NEWS
FDA E-CIGARETTE CONSULTATION
SUFFERS POTENTIAL SABOTAGE
Hundreds of thousands of spam messages have clogged up the
administration’s inbox and vaping advocates suspect foul play
By Leo Forfar
The US Food and Drug Administration’s ongoing
consultation over flavoured e-liquid regulations has
been flooded with anti-vaping spam messages in what
appears to be an attempted sabotage.
A suspiciously high volume of new messages was
submitted from Friday June 8 before being stopped on
June 11.
Over a quarter of a million comments were submitted
in total over the two-day period, nearly bringing down
the server, according to the Division of Docketts
Management (DDM) which manages the submissions
network. Almost all of the comments were anti-vaping
and anti-flavour. This has potentially thrown the
consultation into crisis.
Regulator Watch’s Brent Stafford said: “Sometime
around close of business on Friday, June 8, an unknown
actor or actors launched a computer script or ‘bot’
designed to individually enter en masse thousands
of comments into the official record via a web form
available to the public on Regulations.gov.
“The bot reached full throttle, entering 255,000
comments, before technical staff could isolate the four
offending IP addresses and cut off the flow – which
they did the following Monday, June 11.”
The messages were traceable to just four IP addresses
with tens of thousands of them duplicates of the exact
same text, submitted under anonymous handles.
18 | VM18
“It’s a disruption campaign of the
highest order, one that could bring
down the consultation process and
take vaping with it.”
Stafford said: “It’s a disruption campaign of the highest
order, one that could bring down the consultation
process and take vaping with it.”
Stafford also described the sabotage as a “massive
assault on the credibility of the public consultation
process.”
US-based vape businesses and their allies still fear a
federal flavour ban. Numerous states and other local
authorities have already intensified anti-vaping and
anti-flavour legislation on a smaller scale.

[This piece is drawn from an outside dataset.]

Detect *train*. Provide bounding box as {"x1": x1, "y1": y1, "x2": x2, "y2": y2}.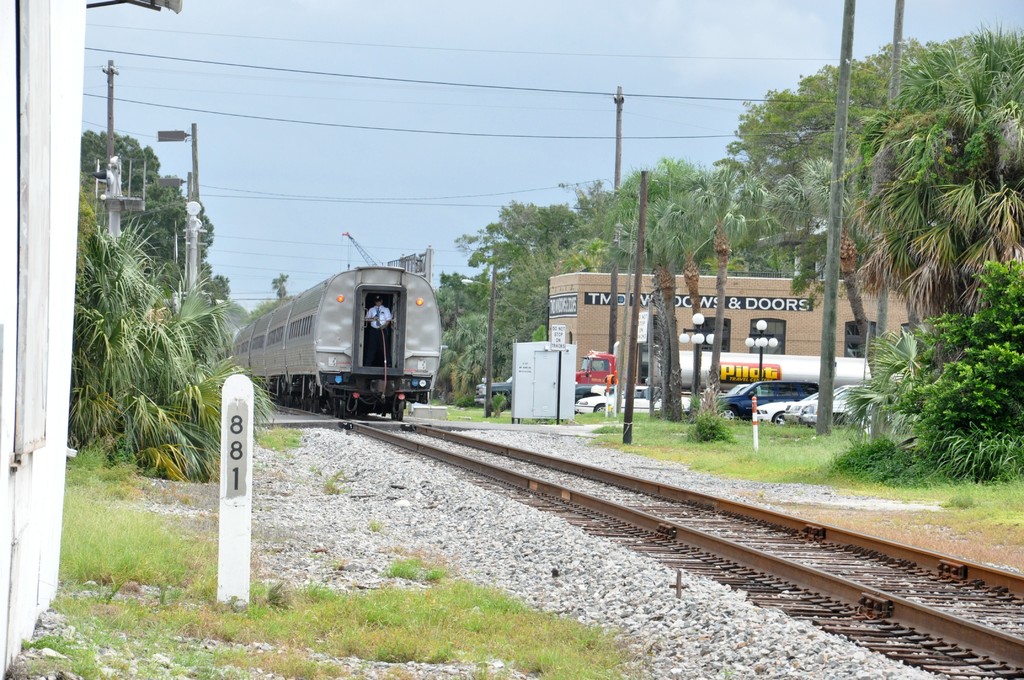
{"x1": 223, "y1": 227, "x2": 447, "y2": 426}.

In June, 68 percent of San Francisco voters backed
Proposition E – which prohibited the sale of flavoured
e-liquid under the banner of wider tobacco legislation.
This latest disruption is sure to stifle progress, and many
companies and vapers in the US fear their contribution
to the consultation will be undone. Sources from
within DDM confirmed to Regulator Watch that at
least 60 percent of the comments they had received
were anti-vaping spam submissions. The FBI has been
notified and is carrying out an investigation.